Kragh served on the ASI Board of Directors for the College of Liberal Arts during his sophomore year where he helped pass the endorsement for Bill A.B. 1460, which, starting in 2024, will require all students to take an ethnic studies course.
He said he hopes to shift the role of ASI President away from predominantly program-based to being more policy-based, willing to advocate for student-based policies.
“I want to create a team of experts in various topics of issues around the campus in order to help advocate for policies that would help students,” Kragh said.
A major priority of Kragh’s, if elected, would be to do more to support clubs by increasing club membership with the use of ASI social media, quickening the reimbursement possess and establishing a Secretary of Club Relations in the ASI Executive Cabinet.
“Clubs are the backbone of the student experience and as ASI we should do more to help support clubs,” Kragh said. “Whether it’s speeding reimbursements or featuring clubs on our social media pages, this support will help make it easier for club presidents and club treasures to be able to share their message and have support from ASI at the same time.”
Another of Kragh’s focuses is on diversity, equity and inclusion by reforming the partner school program to attract higher rates of historically marginalized students.
“There’s a lot of policies that don’t really attract students of colors [to Cal Poly], and there’s a lack of response to racist incidents on campus,” Kragh said.
To address these limitations on diversity, equity and inclusion, he said he plans on building student coalitions with vested interests.
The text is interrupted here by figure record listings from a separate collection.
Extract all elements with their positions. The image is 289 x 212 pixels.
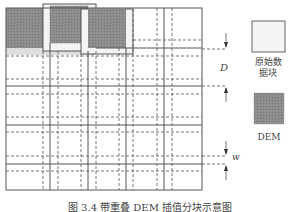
legend-label-dem: DEM — [249, 132, 289, 142]
dimension-label-w: w — [232, 152, 240, 162]
dem-block-3 — [88, 9, 126, 48]
tiling-diagram — [0, 0, 289, 212]
dimension-label-d: D — [220, 62, 228, 73]
legend-swatch-original — [252, 21, 285, 52]
grid-area — [6, 4, 202, 190]
dem-block-1 — [6, 8, 43, 48]
dimension-w — [202, 141, 228, 180]
dashed-horizontal-lines — [6, 40, 202, 171]
legend-label-original-line2: 据块 — [248, 68, 288, 78]
figure-caption: 图 3.4 带重叠 DEM 插值分块示意图 — [40, 199, 260, 212]
legend-swatch-dem — [254, 93, 284, 124]
legend-label-original-line1: 原始数 — [248, 57, 288, 67]
solid-horizontal-lines — [6, 48, 202, 164]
Kragh said he hopes to help facilitate a smooth transition of Cal Poly students’ re-entrance back to campus in the fall by acting as a resource for new freshmen and continuing students to foster community bonding.
“COVID-19 has affected all of us in some way, whether we are on-campus or off-campus,” Kragh said. “I know there are many freshmen students, transfers and even grad students that have not received the full Cal Poly experience. So as ASI President, I want to be like a resource for them to outreach.”